SWaCH Pune Seva Sahakari Sanstha (SWaCH) is a fully member-owned waste pickers’ cooperative  https://prizeforcities.org/project/swach-pune-seva-sahakari-sanstha  . In Pune, door-to-door services covered only 7% of households. SWaCH signed its first agreement with the Pune Municipal Corporation in 2008: its members would extend door-to-door solid waste collection to at least 50% of Pune, and the city would fund administrative staff time, equipment and health benefits. In the SWaCH model, pairs of members collect segregated waste from 150‐400 households each, transferring recyclables and wet waste to city-run collection vehicles. Members make money through user fees collected directly from household and commercial clients and by selling recyclables to scrap dealers.

A Brief History of Pune’s Waste pickers https://kashtakaripanchayat.org/a-comprehensive-history-of-waste-picking-in-pune/ 

Rosamma: Comments  There is a petition circulating about the imminent end of the current model of waste collection in Pune, seeking signatures to support the group managing the city waste. I wanted to explain why I will not be signing, please.  I worked briefly with Kagad Kach Patra Kashtakari Panchayat (KKPKP), the collective of waste pickers and recyclers, and my experience was not inspiring. The women in top leadership positions were all without exception Brahmin, and there appeared to be not much empathy for the workers -- if the workers missed paying membership fees, they were deprived of what benefits they would otherwise receive, like free notebooks for their school going children, or even solidarity from the group in times of domestic violence. 

When I worked there, one young woman accountant was hired -- she was given a cycle, and expected to ride a few km to the residence of the woman who was authorized to sign cheques to get her signature. This young accountant, I found, would cycle even during her monthly period, since no reimbursement of auto fares was offered. 

 Poornima, the retired academic who was the spirit behind the group, was genuinely generous and often offered donations to tide over difficult times, but appeared to be sidelined when it came to decision-making. 

The group was quite successful in getting good press, and I suspect I was hired with the intention of getting some leverage with the press. I could not be writing as a journalist while working with them, and I realize I was then not much use.  The workers lived in deplorable shanties, some of them in low-lying areas prone to floods; there was one well-designed small house that had been constructed by the group that would feature in news reports. 

What these workers ideally need is regular jobs with decent salaries. This is important work, and it needs to be done regularly, so they ought to be hired as regular government staff. KKPKP would stop short of making that demand, arguing that it would never be granted. In truth, government jobs for these workers would make the highest-paid of KKPKP redundant.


_HOW TO COMPLETE THIS TASK:_
Repeat all of the data below word for word, keeping no images.

(Beginning of SOURCE MATERIAL)

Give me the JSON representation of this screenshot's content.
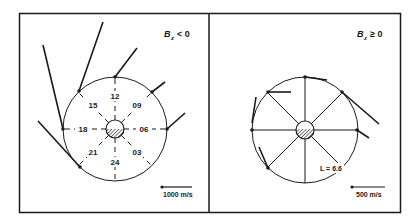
{
  "panels": [
    {
      "id": "bz-negative",
      "title": {
        "symbol": "B",
        "subscript": "z",
        "relation": "< 0"
      },
      "local_times": [
        "12",
        "15",
        "09",
        "18",
        "06",
        "21",
        "24",
        "03"
      ],
      "scale_bar": {
        "label": "1000 m/s"
      }
    },
    {
      "id": "bz-positive",
      "title": {
        "symbol": "B",
        "subscript": "z",
        "relation": "≥ 0"
      },
      "l_shell_label": "L = 6.6",
      "scale_bar": {
        "label": "500 m/s"
      }
    }
  ],
  "colors": {
    "ink": "#1a1a1a",
    "background": "#ffffff"
  }
}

(End of SOURCE MATERIAL)

_ANSWER AREA:_
Give me the JSON representation of this screenshot's content.
{
  "panels": [
    {
      "id": "bz-negative",
      "title": {
        "symbol": "B",
        "subscript": "z",
        "relation": "< 0"
      },
      "local_times": [
        "12",
        "15",
        "09",
        "18",
        "06",
        "21",
        "24",
        "03"
      ],
      "scale_bar": {
        "label": "1000 m/s"
      }
    },
    {
      "id": "bz-positive",
      "title": {
        "symbol": "B",
        "subscript": "z",
        "relation": "≥ 0"
      },
      "l_shell_label": "L = 6.6",
      "scale_bar": {
        "label": "500 m/s"
      }
    }
  ],
  "colors": {
    "ink": "#1a1a1a",
    "background": "#ffffff"
  }
}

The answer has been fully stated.